Hard Numbers

Hard Numbers on the LA wildfires: From evacuations and deaths to estimated losses and insurance woes. Plus: Inmate firefighters

​Firefighters attempt to extinguish a fire in a home along the Pacific Coast Highway in the Pacific Palisades neighborhood.
Firefighters attempt to extinguish a fire in a home along the Pacific Coast Highway in the Pacific Palisades neighborhood.
USA TODAY NETWORK via Reuters Connect

180,000: At least 180,000 people have been ordered to evacuate and an additional 200,000 face evacuation warnings. At least 10 people have been killed, but the death toll is expected to rise, and 20 people have been arrested on suspicion of looting.

9,000: A whopping 9,000 structures have been damaged or destroyed, including the homes of many notable celebrities, such as Paris Hilton, Billy Crystal, Adam Brody, and Eugene Levy.

10 billion: Preliminary insurance estimates suggest losses to the tune of $10 billion. The average home price in the Palisades area is $3.5 million and $1.25 million in the region affected by the Eaton fire. The economic loss estimate could be as high as $57 billion for the region.

30,000: In March 2024, State Farm informed 30,000 policyholders across California that it would not renew their insurance because they lived in areas that “present the most substantial wildfire or fire following earthquake hazards.” This included many homes in the Westside region of Los Angeles, as well as 1,600 policyholders in Pacific Palisades. Both State Farm and Allstate had already stopped issuing home insurance policies to new customers in the statein 2023. Smaller insurers may fill some gaps, however, with independent home insurer Mercury Insurance announcing Tuesday that it would write new home insurance policies in the town of Paradise, which was destroyed by the Camp Fire in 2018.

0.16: Thirty percent of firefighters in California are prison inmates who earn between $0.16 to $0.74 an hour or a maximum day rate of $5.80 to $10.24, plus a $4 daily food budget. They are tasked with cutting underbrush and vegetation to starve fires of fuel. While the inmates are volunteers, their ultra-low-wage labor is permitted under the 13th Amendment to the US Constitution, which reads, “Neither slavery nor involuntary servitude, except as a punishment for crime whereof the party shall have been duly convicted, shall exist within the United States, or any place subject to their jurisdiction.”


*What needs to be done*
Read the data that follows. Then repeat it exactly.

*Records for this task*
━━━━━━
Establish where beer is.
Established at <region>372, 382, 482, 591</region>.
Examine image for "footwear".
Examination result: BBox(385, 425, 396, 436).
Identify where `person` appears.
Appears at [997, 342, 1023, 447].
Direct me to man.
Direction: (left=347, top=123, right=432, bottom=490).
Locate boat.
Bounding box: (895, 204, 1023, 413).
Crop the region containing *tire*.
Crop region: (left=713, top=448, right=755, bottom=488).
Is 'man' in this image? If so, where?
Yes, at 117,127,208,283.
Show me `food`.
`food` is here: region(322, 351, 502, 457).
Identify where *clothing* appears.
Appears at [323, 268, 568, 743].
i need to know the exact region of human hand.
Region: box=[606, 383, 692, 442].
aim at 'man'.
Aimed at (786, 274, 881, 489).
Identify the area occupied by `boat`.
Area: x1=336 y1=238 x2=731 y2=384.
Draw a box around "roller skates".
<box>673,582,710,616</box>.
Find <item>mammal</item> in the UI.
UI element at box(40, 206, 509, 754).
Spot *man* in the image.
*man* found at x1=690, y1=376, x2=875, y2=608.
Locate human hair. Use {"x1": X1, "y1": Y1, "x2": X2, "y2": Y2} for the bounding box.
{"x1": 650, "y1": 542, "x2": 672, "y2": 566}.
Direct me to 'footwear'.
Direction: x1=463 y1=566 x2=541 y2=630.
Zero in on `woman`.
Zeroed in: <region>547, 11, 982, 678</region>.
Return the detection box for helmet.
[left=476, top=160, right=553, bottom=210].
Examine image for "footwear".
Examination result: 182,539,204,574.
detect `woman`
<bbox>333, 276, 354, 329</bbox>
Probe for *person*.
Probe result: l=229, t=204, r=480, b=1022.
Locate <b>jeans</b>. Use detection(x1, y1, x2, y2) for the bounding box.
━━━━━━
*Exercise answer*
Establish where beer is.
Established at <region>372, 382, 482, 591</region>.
Examine image for "footwear".
Examination result: BBox(385, 425, 396, 436).
Identify where `person` appears.
Appears at [997, 342, 1023, 447].
Direct me to man.
Direction: (left=347, top=123, right=432, bottom=490).
Locate boat.
Bounding box: (895, 204, 1023, 413).
Crop the region containing *tire*.
Crop region: (left=713, top=448, right=755, bottom=488).
Is 'man' in this image? If so, where?
Yes, at 117,127,208,283.
Show me `food`.
`food` is here: region(322, 351, 502, 457).
Identify where *clothing* appears.
Appears at [323, 268, 568, 743].
i need to know the exact region of human hand.
Region: box=[606, 383, 692, 442].
aim at 'man'.
Aimed at (786, 274, 881, 489).
Identify the area occupied by `boat`.
Area: x1=336 y1=238 x2=731 y2=384.
Draw a box around "roller skates".
<box>673,582,710,616</box>.
Find <item>mammal</item> in the UI.
UI element at box(40, 206, 509, 754).
Spot *man* in the image.
*man* found at x1=690, y1=376, x2=875, y2=608.
Locate human hair. Use {"x1": X1, "y1": Y1, "x2": X2, "y2": Y2} for the bounding box.
{"x1": 650, "y1": 542, "x2": 672, "y2": 566}.
Direct me to 'footwear'.
Direction: x1=463 y1=566 x2=541 y2=630.
Zero in on `woman`.
Zeroed in: <region>547, 11, 982, 678</region>.
Return the detection box for helmet.
[left=476, top=160, right=553, bottom=210].
Examine image for "footwear".
Examination result: 182,539,204,574.
detect `woman`
<bbox>333, 276, 354, 329</bbox>
Probe for *person*.
Probe result: l=229, t=204, r=480, b=1022.
Locate <b>jeans</b>. Use detection(x1, y1, x2, y2) for the bounding box.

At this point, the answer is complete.